For many moderate and high net-worth clients, estate planning often focuses on the personal residence or family home. This can be challenging for a couple of reasons. Not only can the home be the biggest asset in the estate, but planning for ultimate disposition of the home often comes with significant emotional issues.
This could be the home in which the parents raised their children, thus holding many memories for the client. Or it could be a vacation home that has been passed down from generation to generation. Because of these considerations, planning surrounding a personal residence cannot be based solely on “numbers.” Additionally, the client should confer with independent tax and legal advisors regarding the planning techniques under consideration, as they will likely have valuable input.
Meeting the objectives
Financial advisors need to include these emotional issues in the discussion about the disposition of the family home and help the client formulate a plan that meets both financial and emotional planning objectives. Often, the client has already “mentally accounted” for the personal residence as the children’s inheritance and is reluctant to sell or move out of the home.
When evaluating disposition of the family home, the planning options can generally be broken down into the following strategies:
? Continue to live in the home and pass the home to heirs at death.
? Continue to live in the home and bequest the home to charity at death.
? Transfer the home to a qualified personal residence trust (QPRT) while alive.
? Transfer the home to charity while alive using a charitable life estate.

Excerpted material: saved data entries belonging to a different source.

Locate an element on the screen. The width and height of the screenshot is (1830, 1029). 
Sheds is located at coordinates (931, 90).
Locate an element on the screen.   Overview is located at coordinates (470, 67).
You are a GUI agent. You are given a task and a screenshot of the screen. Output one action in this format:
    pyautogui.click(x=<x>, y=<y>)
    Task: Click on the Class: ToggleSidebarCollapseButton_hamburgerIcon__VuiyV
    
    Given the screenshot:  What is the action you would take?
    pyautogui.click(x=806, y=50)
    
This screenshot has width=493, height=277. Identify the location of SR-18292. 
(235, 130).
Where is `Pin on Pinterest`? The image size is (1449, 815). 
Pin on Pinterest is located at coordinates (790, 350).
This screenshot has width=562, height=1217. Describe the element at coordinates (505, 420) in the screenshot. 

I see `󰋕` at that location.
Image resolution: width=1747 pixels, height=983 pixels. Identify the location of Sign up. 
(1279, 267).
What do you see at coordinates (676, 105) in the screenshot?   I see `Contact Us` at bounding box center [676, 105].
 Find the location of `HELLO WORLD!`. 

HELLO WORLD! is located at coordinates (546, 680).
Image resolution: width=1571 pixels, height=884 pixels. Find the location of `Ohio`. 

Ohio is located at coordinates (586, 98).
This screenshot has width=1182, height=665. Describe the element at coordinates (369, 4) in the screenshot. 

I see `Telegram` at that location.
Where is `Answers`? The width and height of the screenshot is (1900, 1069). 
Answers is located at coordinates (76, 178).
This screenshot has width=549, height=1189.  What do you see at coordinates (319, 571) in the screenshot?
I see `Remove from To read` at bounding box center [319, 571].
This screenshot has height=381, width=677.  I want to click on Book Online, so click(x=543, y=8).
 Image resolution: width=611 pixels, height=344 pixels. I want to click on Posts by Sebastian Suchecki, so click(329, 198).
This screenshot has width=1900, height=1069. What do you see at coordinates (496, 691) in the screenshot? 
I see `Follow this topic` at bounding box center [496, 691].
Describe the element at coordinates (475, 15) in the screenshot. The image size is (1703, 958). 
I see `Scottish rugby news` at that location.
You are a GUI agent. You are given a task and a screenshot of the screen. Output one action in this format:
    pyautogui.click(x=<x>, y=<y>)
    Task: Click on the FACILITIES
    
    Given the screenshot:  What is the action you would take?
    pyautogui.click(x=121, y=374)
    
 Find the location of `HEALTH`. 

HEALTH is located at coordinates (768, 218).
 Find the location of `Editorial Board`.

Pass the home to heirs at death
With this strategy, clients will own the home until they die and pass it to heirs via their will or living trust. The benefit is that the home will get a stepped up cost basis at death, thereby eliminating any capital gains tax on the increase in home value above cost basis up to the date of death. A potential drawback would be that the home will be included in the estate for purposes of calculating estate tax. For clients who have sizeable estates ($3.5 million for a single person and $7 million for married couple in 2009), the cost of federal estate tax, currently at 45%, needs to be weighed against the potential capital gains savings of the stepped up cost basis. Note: states may impose additional estate taxes as well. These state taxes (and the corresponding exemption levels) vary from state to state.